Here you will find what students actually borrow to attend Baptist University of Florida, including completion-adjusted borrowing and a standard repayment estimate. All figures come from the U.S. Department of Education and IPEDS.
For incoming students at BCF, 30% of first-year students take on loan debt, at roughly $6,583 each, across private and federal loan sources.
The typical federal loan comes to $5,900. This reaches or tops the $5,500 first-year federal borrowing cap for a typical dependent student. Keep in mind the all-undergraduate averages further down count federal loans only, unlike this private-plus-federal freshman figure.
Among all degree-seeking undergrads at BCF, 26% rely on federal student loans toward their education, for a typical $5,539 annually. That is 6.1% below the $5,900 freshmen take on.
Repeating that yearly amount projects to about $11,078 across two years and $22,156 across a four-year program. This projection keeps yearly federal borrowing flat and excludes private and Parent PLUS loans.
| Undergraduate federal borrowing | Value |
|---|---|
| Share using federal loans | 26% |
| Average federal loan per year | $5,539 |
| Undergraduates with a federal loan | 63 |
| Total federal loans (one year) | $348,938 |
The median student at BCF borrows $17,073 in federal borrowing.
| Borrower group | Median federal debt |
|---|---|
| All federal borrowers | $17,073 |
| Students who completed (graduates) | $23,590 |
| Students who withdrew | $10,839 |
Debt carried by students who withdrew is a key risk signal — these borrowers owe money without having earned the credential.
Looking only at the median is misleading — these four percentiles describe the full debt distribution for borrowers at BCF.
| Percentile | Cumulative Federal Debt |
|---|---|
| 10th percentile (lowest-debt students) | $2,250 |
| 25th percentile | $4,795 |
| 75th percentile | $24,125 |
| 90th percentile (highest-debt students) | $31,811 |
The gap between the 10th and 90th percentile is the clearest single measure of how widely borrowing varies at BCF.
The indicators below describe what the typical debt costs to pay back at BCF.
The default rate measures how many borrowers fall behind and ultimately fail to repay their federal loans. Two-year cohort default-rate data for BCF appears below.
| Metric | Value |
|---|---|
| 2-year cohort default rate | 5.5% |
| Borrowers in the cohort | 126 |
This rate follows a borrower cohort from the start of repayment through the two-year window the Department of Education uses.
Borrowing varies by family income, by first-generation status, and by dependency status.
Borrowing by Income Tier
| Income tier | Median federal debt |
|---|---|
| Middle income | $15,152 |
First-Gen vs Continuing-Gen Borrowing
| Cohort | Median federal debt |
|---|---|
| First-generation students | $16,500 |
| Continuing-generation students | $21,402 |
Dependency-Status Comparison
| Cohort | Median federal debt |
|---|---|
| Dependent students | $15,076 |
| Independent students | $18,465 |
Federal data publishes the following gap measures for BCF.
Subsidized vs. Unsubsidized Loans
With an unsubsidized loan, interest starts adding up the day the loan is disbursed, including during school. Subsidized loans, by contrast, do not accrue interest while you are enrolled at least half-time, which makes them the less expensive option when you qualify.
Did You Know?
Unlike most other debt, federal student loans generally survive bankruptcy — and unpaid balances can lead to wage garnishment — so borrow only what you truly need.
References
More about our data sources and methodologies.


* _Exercise objective_:
Check each line of the data for "left", and copy the ones that have it.

* _Exercise input_:
..............................

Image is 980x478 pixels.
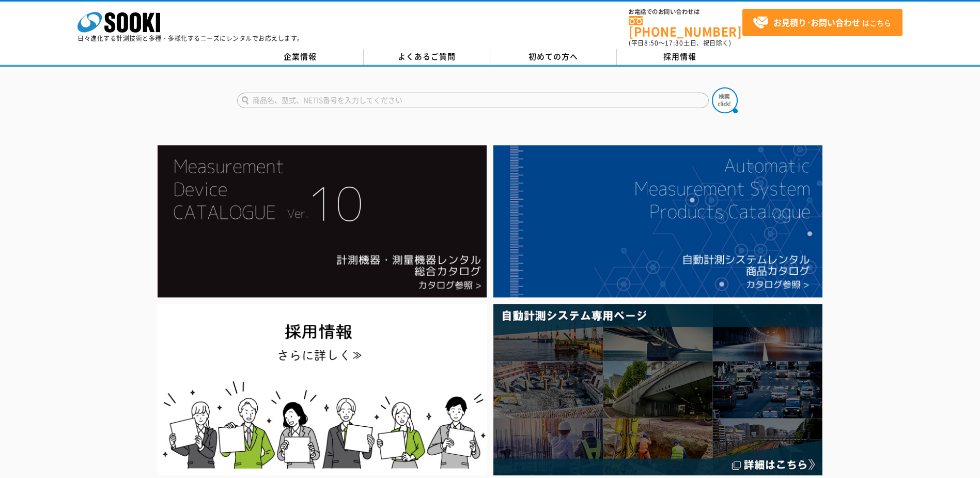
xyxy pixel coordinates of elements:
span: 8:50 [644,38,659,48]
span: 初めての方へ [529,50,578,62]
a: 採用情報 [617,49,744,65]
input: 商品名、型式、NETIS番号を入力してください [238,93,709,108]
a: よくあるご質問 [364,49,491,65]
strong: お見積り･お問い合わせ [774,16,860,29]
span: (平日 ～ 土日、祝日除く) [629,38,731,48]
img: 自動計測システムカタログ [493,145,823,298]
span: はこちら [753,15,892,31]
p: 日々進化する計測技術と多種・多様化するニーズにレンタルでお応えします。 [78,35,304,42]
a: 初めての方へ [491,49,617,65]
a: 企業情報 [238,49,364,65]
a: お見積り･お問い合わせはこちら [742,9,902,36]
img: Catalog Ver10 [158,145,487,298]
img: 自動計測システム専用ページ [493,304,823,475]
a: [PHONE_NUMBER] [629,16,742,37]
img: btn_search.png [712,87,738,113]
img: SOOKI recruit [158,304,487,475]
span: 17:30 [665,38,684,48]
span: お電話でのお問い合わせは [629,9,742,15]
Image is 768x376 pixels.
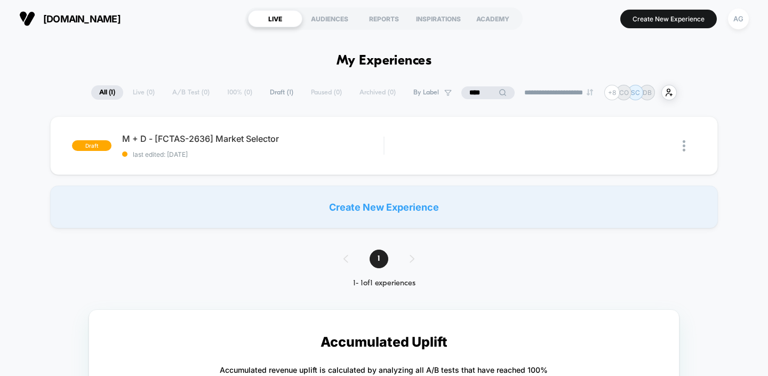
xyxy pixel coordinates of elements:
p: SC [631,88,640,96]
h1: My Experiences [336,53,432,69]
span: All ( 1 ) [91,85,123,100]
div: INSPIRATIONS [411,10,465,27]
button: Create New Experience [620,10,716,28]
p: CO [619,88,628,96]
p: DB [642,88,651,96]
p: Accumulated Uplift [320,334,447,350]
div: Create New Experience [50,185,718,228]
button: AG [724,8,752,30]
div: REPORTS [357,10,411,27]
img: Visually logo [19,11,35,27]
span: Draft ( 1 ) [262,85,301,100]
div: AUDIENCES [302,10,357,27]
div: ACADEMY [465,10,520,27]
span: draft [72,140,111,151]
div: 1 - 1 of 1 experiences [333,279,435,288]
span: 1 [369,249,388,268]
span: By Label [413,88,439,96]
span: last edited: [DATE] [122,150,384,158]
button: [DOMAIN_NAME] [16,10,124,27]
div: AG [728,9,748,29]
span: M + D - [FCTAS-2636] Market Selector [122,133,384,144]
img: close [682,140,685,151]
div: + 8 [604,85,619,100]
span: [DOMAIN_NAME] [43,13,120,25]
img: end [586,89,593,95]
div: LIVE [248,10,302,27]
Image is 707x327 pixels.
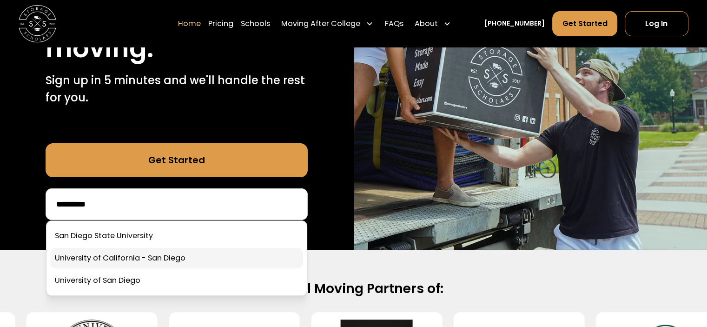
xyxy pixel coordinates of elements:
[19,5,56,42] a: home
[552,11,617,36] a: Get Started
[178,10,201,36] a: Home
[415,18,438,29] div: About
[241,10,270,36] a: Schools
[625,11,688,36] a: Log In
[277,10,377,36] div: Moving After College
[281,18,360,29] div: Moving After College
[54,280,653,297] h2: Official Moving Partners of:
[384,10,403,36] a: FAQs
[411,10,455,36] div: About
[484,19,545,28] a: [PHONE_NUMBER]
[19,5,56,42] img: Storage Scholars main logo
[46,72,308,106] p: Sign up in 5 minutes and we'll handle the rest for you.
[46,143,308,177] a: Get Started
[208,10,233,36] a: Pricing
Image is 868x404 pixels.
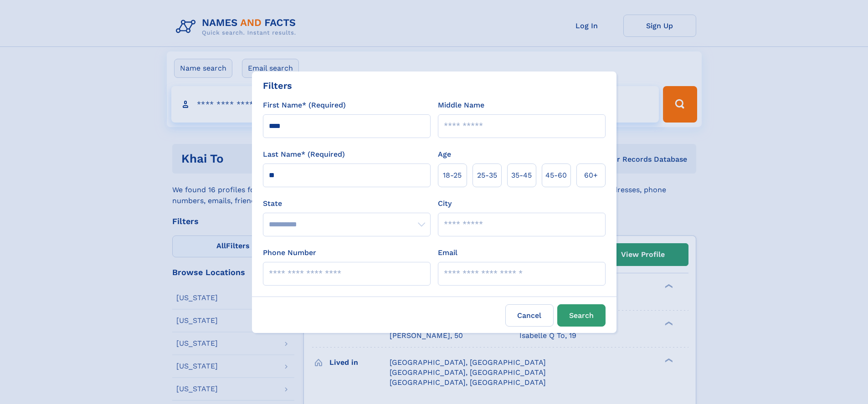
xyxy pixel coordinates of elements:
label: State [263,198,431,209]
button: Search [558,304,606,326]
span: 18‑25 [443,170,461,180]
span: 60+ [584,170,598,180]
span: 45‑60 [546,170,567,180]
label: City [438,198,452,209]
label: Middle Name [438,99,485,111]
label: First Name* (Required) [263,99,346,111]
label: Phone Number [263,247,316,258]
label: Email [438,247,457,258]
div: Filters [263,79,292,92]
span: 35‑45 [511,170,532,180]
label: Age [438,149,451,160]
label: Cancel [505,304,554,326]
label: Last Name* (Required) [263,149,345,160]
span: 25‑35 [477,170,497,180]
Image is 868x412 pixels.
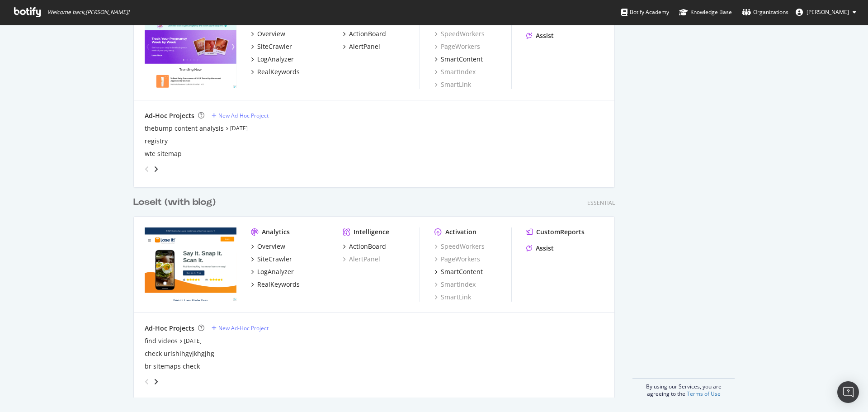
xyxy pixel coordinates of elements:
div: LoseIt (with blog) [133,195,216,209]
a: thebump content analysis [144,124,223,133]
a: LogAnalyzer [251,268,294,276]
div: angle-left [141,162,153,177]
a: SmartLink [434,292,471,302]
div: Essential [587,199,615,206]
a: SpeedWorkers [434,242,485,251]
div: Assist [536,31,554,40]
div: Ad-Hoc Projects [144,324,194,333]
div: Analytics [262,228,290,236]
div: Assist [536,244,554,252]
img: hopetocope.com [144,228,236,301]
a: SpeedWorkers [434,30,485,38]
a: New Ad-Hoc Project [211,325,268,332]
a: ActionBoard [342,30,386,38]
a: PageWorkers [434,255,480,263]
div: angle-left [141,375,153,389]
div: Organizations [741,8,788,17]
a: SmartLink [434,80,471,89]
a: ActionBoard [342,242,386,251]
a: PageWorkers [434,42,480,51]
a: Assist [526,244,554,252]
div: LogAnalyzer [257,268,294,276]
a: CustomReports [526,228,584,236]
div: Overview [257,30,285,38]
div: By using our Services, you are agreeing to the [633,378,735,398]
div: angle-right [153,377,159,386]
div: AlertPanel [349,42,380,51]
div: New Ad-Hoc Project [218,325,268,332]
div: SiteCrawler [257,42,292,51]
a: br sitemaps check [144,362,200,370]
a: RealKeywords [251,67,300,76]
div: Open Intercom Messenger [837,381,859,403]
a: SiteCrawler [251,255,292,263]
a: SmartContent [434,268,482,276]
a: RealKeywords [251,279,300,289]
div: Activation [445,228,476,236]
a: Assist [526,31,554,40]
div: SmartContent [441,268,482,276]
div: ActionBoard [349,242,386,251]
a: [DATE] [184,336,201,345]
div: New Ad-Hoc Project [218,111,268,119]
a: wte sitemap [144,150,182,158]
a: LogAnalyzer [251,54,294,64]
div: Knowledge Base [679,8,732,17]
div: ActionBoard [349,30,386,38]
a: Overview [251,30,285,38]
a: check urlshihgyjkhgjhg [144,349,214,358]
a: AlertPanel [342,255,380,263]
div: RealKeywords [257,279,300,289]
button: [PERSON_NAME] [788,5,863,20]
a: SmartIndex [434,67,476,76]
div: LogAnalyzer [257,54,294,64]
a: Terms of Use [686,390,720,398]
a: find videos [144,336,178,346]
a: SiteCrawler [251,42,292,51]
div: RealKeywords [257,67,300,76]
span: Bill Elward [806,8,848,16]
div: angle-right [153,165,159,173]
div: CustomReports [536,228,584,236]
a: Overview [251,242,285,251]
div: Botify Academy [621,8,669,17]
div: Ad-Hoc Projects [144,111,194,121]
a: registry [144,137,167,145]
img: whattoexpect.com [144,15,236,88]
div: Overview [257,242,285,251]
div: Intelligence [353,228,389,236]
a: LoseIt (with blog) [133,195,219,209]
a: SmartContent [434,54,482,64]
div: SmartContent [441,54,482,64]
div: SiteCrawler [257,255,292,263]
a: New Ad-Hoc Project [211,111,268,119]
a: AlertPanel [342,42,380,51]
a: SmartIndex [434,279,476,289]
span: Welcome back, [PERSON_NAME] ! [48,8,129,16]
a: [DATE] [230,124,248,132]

..............................

* _Solved exercise_:
div: angle-left [141,162,153,177]
div: angle-left [141,375,153,389]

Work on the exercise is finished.